One of the things cut from the book was a discussion of equipment: uniforms and uniform code violations (which are common and largely trivial, unless they spark brawls).
The only thing I really miss is the elbow pad. One of the issues baseball’s had to deal with is the Biggio Problem: players who armor up and then take a ball off the padding for a free trip to first. Baseball’s struggled with how to regulate the issue, as it has with many similar problems, because there are several issues:
- Players being hit intentionally clearly is not what the rules intended to be a productive strategy for hitters
- Player safety is, rightly, one of baseball’s most important priorities
- Umpires traditionally have rarely enforced the rule that states being hit by a pitch that is in the strike zone does not result in a free base
Biggio, essentially, by hanging his elbow into the zone, is exploiting a rule designed to protect him. So far, baseball’s only real action is to require players to have a valid medical reason to wear armor up to the plate, but really, when Jeff Weaver can have one of the worst six-game starts to a season in baseball history and then go on the DL with an almost transparent excuse, we can admit it’s not hard for a player to get the team doctor to sign off on protective gear.
Other proposed solutions include not awarding a free base if the ball strikes the protective gear, which raises a whole other set of enforcement questions, and banning pads entirely, which would put players at greater risk of injury.
This last issue, though, is more complicated than it first seems. A player wearing padding may intentionally hang in on pitches trying to get hit, putting himself at far greater risk of being hit in an unprotected location.
For a good parallel, check out this article on NASCAR, where it appears that safety improvements result in more dangerous behavior and more accidents.
If allowing players to have pads has a similar effect, and the net result is more injuries, then the solution of banning protective padding entirely may actually end up reducing the number of hit batters and reduce the number of resulting injuries, by forcing players to act more safely.
5 comments ↓
I poked around unsuccessfully for some specific evidence of this, but it seems to me that football could be an extreme example of this phenomenon. It seems like increased padding and protective gear have contributed to making the game more violent, leading either to more injuries or making those injuries that do occur much more catastrophic.
One way baseball could approach the pad issue is to define allowed padding precisely. In theory they could go to some insane degree (“elbow pads shall not extend more than 20% of the distance from the elbow to the shoulder, nor more than 10% of the distance from the elbow to the wrist, and shall be made of polywhatever of a thickness no more than something”) but in practice they could just work with a couple of vendors to produce MLB-approved padding in a couple of sizes (Eckstein S to Sexson XL), tell players they can’t use anything else, and allow the umps to enforce it (and opposing managers to challenge it). Surely by now every piece of the body has been padded in a game at one time or another, so working out what kind of protective gear might be needed shouldn’t be so hard, and players can’t really claim they’re being left unprotected. MLB dictates hats and cleats and whatnot, so how would this be any different?
Umpires traditionally have rarely enforced the rule that states being hit by a pitch that is in the strike zone does not result in a free base
More than that, the rule that states being hit by a pitch that is out of the strike zone doesn’t result in a free base if you fail to make an effort to get out of the way. I understand why it is, practically speaking, impossible for the home plate umpire to call this. He’s got enough to worry about just calling balls and strikes. But I don’t see why the other umpires couldn’t get involved in this, the way that they are involved on check swings and so forth.
It doesn’t happen all that often, but occaisionally you’ll see someone get hit by an emminently avoidable pitch without even trying to move at all, and I find it annoying that the rule isn’t enforced in those cases.
The failure to avoid rule usually only gets used if the player actively leaned into the pitch. That gets called a couple of times each season.
Exactly, being hit by a pitch should happen because of wildness from the pitcher and yet, the same players top the HBP list season after season. ESPN has a tracker going for when Biggio breaks the “record.” In a perfect world HBP’s would be spread among players indiscriminatley instead of being focused in bunches on the gritty, scrappy players.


## INSTRUCTIONS TO FOLLOW
Each entry has to be copied exactly, with nothing missed.

Saved entries
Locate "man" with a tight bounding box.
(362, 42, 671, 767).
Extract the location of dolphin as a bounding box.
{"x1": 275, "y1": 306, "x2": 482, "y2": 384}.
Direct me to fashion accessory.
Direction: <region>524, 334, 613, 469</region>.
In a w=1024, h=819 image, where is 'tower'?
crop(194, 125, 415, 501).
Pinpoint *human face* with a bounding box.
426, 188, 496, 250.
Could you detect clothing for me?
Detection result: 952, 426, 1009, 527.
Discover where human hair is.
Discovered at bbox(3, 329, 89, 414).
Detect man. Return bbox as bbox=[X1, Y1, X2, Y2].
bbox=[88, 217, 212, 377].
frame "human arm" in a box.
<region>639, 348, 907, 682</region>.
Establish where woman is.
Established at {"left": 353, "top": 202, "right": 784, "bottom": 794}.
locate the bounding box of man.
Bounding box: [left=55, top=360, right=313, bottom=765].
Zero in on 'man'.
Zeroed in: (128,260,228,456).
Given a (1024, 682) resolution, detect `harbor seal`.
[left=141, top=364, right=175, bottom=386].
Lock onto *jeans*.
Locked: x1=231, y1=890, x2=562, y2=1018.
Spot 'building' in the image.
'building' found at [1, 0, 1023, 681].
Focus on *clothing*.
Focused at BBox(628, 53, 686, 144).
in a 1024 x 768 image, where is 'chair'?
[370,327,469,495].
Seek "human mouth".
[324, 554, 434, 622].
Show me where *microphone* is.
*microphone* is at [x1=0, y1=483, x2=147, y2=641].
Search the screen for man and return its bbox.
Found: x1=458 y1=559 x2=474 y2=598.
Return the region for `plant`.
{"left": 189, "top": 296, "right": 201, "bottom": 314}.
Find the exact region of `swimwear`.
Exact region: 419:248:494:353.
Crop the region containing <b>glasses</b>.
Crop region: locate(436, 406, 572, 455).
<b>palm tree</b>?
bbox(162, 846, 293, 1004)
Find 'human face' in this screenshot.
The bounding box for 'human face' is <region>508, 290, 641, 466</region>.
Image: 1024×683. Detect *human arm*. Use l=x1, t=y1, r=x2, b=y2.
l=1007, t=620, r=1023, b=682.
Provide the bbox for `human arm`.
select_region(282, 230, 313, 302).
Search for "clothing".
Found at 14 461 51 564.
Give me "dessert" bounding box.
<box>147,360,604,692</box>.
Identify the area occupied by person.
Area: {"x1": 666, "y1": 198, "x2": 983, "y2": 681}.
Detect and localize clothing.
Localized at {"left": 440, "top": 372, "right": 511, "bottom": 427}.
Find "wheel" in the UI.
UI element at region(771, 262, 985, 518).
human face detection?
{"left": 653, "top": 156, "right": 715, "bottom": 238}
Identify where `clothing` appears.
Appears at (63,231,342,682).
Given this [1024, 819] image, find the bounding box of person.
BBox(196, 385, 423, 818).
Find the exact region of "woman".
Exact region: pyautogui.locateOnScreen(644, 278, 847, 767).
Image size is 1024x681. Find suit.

## PROBLEM SOLUTION
Locate "man" with a tight bounding box.
(362, 42, 671, 767).
Extract the location of dolphin as a bounding box.
{"x1": 275, "y1": 306, "x2": 482, "y2": 384}.
Direct me to fashion accessory.
Direction: <region>524, 334, 613, 469</region>.
In a w=1024, h=819 image, where is 'tower'?
crop(194, 125, 415, 501).
Pinpoint *human face* with a bounding box.
426, 188, 496, 250.
Could you detect clothing for me?
Detection result: 952, 426, 1009, 527.
Discover where human hair is.
Discovered at bbox(3, 329, 89, 414).
Detect man. Return bbox as bbox=[X1, Y1, X2, Y2].
bbox=[88, 217, 212, 377].
frame "human arm" in a box.
<region>639, 348, 907, 682</region>.
Establish where woman is.
Established at {"left": 353, "top": 202, "right": 784, "bottom": 794}.
locate the bounding box of man.
Bounding box: [left=55, top=360, right=313, bottom=765].
Zero in on 'man'.
Zeroed in: (128,260,228,456).
Given a (1024, 682) resolution, detect `harbor seal`.
[left=141, top=364, right=175, bottom=386].
Lock onto *jeans*.
Locked: x1=231, y1=890, x2=562, y2=1018.
Spot 'building' in the image.
'building' found at [1, 0, 1023, 681].
Focus on *clothing*.
Focused at BBox(628, 53, 686, 144).
in a 1024 x 768 image, where is 'chair'?
[370,327,469,495].
Seek "human mouth".
[324, 554, 434, 622].
Show me where *microphone* is.
*microphone* is at [x1=0, y1=483, x2=147, y2=641].
Search the screen for man and return its bbox.
Found: x1=458 y1=559 x2=474 y2=598.
Return the region for `plant`.
{"left": 189, "top": 296, "right": 201, "bottom": 314}.
Find the exact region of `swimwear`.
Exact region: 419:248:494:353.
Crop the region containing <b>glasses</b>.
Crop region: locate(436, 406, 572, 455).
<b>palm tree</b>?
bbox(162, 846, 293, 1004)
Find 'human face' in this screenshot.
The bounding box for 'human face' is <region>508, 290, 641, 466</region>.
Image: 1024×683. Detect *human arm*. Use l=x1, t=y1, r=x2, b=y2.
l=1007, t=620, r=1023, b=682.
Provide the bbox for `human arm`.
select_region(282, 230, 313, 302).
Search for "clothing".
Found at 14 461 51 564.
Give me "dessert" bounding box.
<box>147,360,604,692</box>.
Identify the area occupied by person.
Area: {"x1": 666, "y1": 198, "x2": 983, "y2": 681}.
Detect and localize clothing.
Localized at {"left": 440, "top": 372, "right": 511, "bottom": 427}.
Find "wheel" in the UI.
UI element at region(771, 262, 985, 518).
human face detection?
{"left": 653, "top": 156, "right": 715, "bottom": 238}
Identify where `clothing` appears.
Appears at (63,231,342,682).
Given this [1024, 819] image, find the bounding box of person.
BBox(196, 385, 423, 818).
Find the exact region of "woman".
Exact region: pyautogui.locateOnScreen(644, 278, 847, 767).
Image size is 1024x681. Find suit.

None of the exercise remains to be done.